Stevens was a one-time protégé of Roger Ailes, who hired him during the 1988 presidential campaign after seeing Stevens’s work in the primaries on behalf of Jack Kemp.

“Greg’s too good to be working against me,” Mr. Ailes told Roll Call at the time.

After taking charge of Mr. Ailes’s political advertising operations in 1991, Stevens went on to found his own firm in 1993, now called Stevens Reed Curcio & Potholm. He produced ads for dozens of state and national races, including the successful efforts of John Rowland to become Connecticut governor, Craig Benson to become New Hampshire governor, George Allen to become Virginia governor, and Mike DeWine to become Ohio senator.

Stevens’s spots on behalf of Mr. DeWine were popularly known as the “Marlboro Mike” ads because they featured the candidate seated at his kitchen table, talking about the issues while dressed in a plaid flannel shirt. This was not focusgrouped artifice, reported the Dayton Daily News in 1996: “DeWine really does own those shirts and he really does talk politics over still-warming apple pies.”

If Stevens’s work was sometimes criticized for coarsening political discourse — he was forced to apologize on more than one occasion for digitally manipulating images — he defended using devices such as a stammering schoolboy explaining that the dog ate his homework to illustrate President Clinton’s problematic relationship with truth-telling.

“People are laughing about politics anyway,” Stevens told the Washington Post in 1996. “All of this stuff is entertainment anyway.”
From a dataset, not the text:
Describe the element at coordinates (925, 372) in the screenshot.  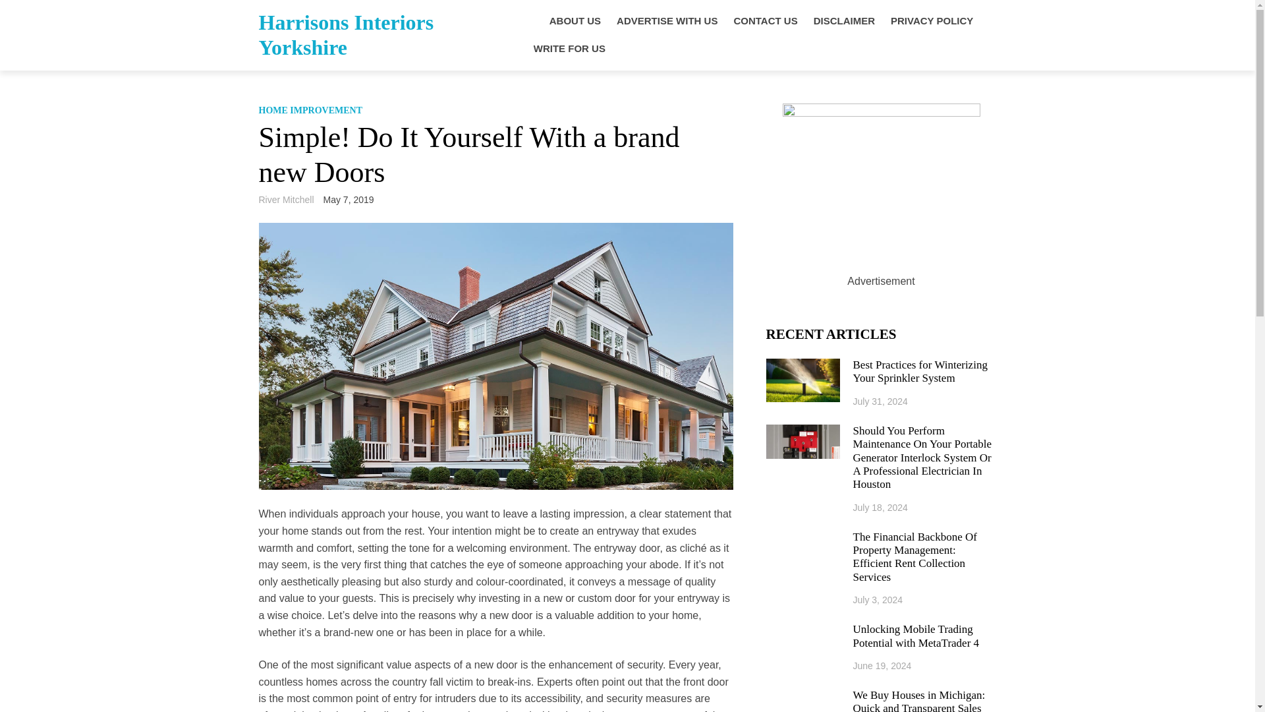
I see `Best Practices for Winterizing Your Sprinkler System` at that location.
But it was serious business for Stevens, too, both financially and politically. Stevens Reed took in more than $56 million in the 2004 election year, according to a study by the Center for Public Integrity. Stevens could respond to accusations that he produced only negative ads by pointing to dozens of positive ads he created for Senator McCain’s 2000 presidential run. But going negative was fair play, too. “People do need contrasting information,” he told the New York Times in 2000.

Raised in Maine and New Jersey and the son of a minister, Stevens was a reporter at the Woodbridge (N.J.) News Tribune in 1976 when he was recruited by future Governor Tom Kean to work as the state press secretary for President Ford’s unsuccessful re-election bid. From there he worked on the successful Senate campaign of William Cohen of Maine and then ran Mr. Cohen’s Portland office.
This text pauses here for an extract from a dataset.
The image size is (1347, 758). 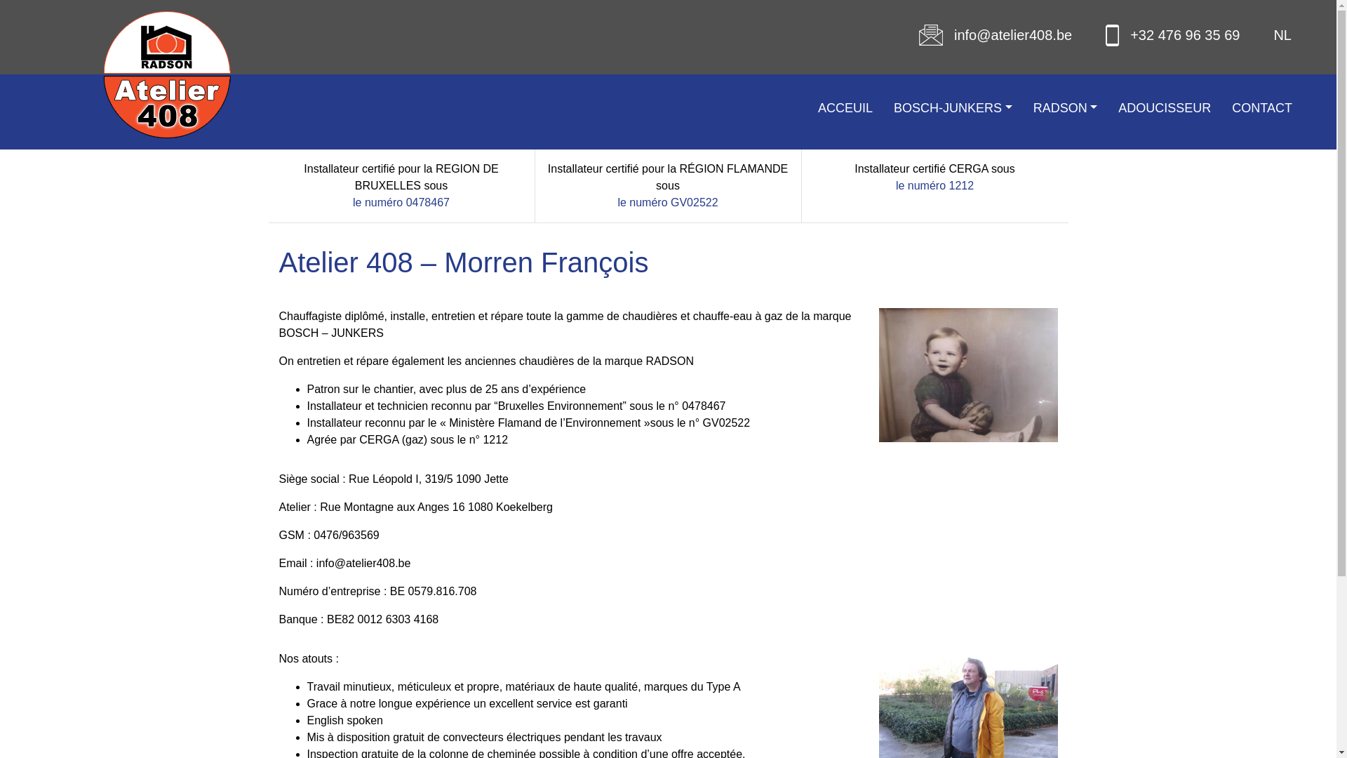 I want to click on ACCEUIL, so click(x=846, y=108).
After several other jobs as a political operative, Stevens returned to New Jersey in 1983 to become chief of staff to Mr. Kean, then the state’s governor. Mr. Kean, in his 1988 book “The Politics of Inclusion,” credited Stevens with being the architect of his 1985 landslide re-election.

Stevens hired Mr. Ailes to produce ads for the 1985 campaign and worked closely with the ad maker, even then a veteran whose reputation stretched back to President Nixon. Mr. Ailes then turned around and hired Stevens in 1988. The Dukakis tank commercial made Stevens famous, and when he opened his doors as an independent consultant, candidates lined up for his services.
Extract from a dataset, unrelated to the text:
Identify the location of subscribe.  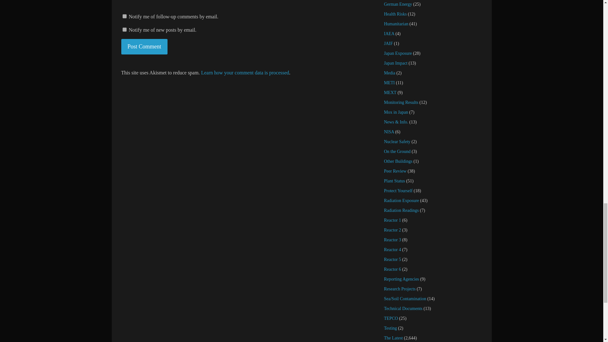
(124, 16).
By 2000, the veteran tactician struck a new tone, coming out early for Mr. McCain’s presidential bid. “In terms of politics, I have done everything there is to do,” he told Advertising Age. “I wanted to work for somebody — and this sounds hokey — that I believed in and felt it would be a joy to help.” Mr. McCain lost out to President Bush in the primaries, but the Arizona senator and Stevens remained friends, and he visited Stevens during his final illness.

Their friendship seemed briefly challenged by Stevens’s next project, the Swift Boat ads, which Mr. McCain called “dishonorable.” The ads had the Stevens touch: simple and inexpensive production consisting mainly of interviews and archival footage of the Democratic presidential candidate, Senator Kerry. But they packed a unique wallop and have not ceased to ring in the ears of the body politic.

“I thought he was a person of tremendous courage,” a co-founder of Swift Boat Veterans for Truth, John O’Neill, said. “He had absolutely nothing to gain from helping us at all.”

To his critics, Stevens responded in the Times, “Don’t those veterans have as much right to talk about Vietnam as John Kerry?”

Greg Stevens
Born November 1, 1948, in Abington, Pa.; died Monday at his home in Portland, Maine., of brain cancer; survived by his wife, Judi, and three sons, Clark, Brent, and Luke.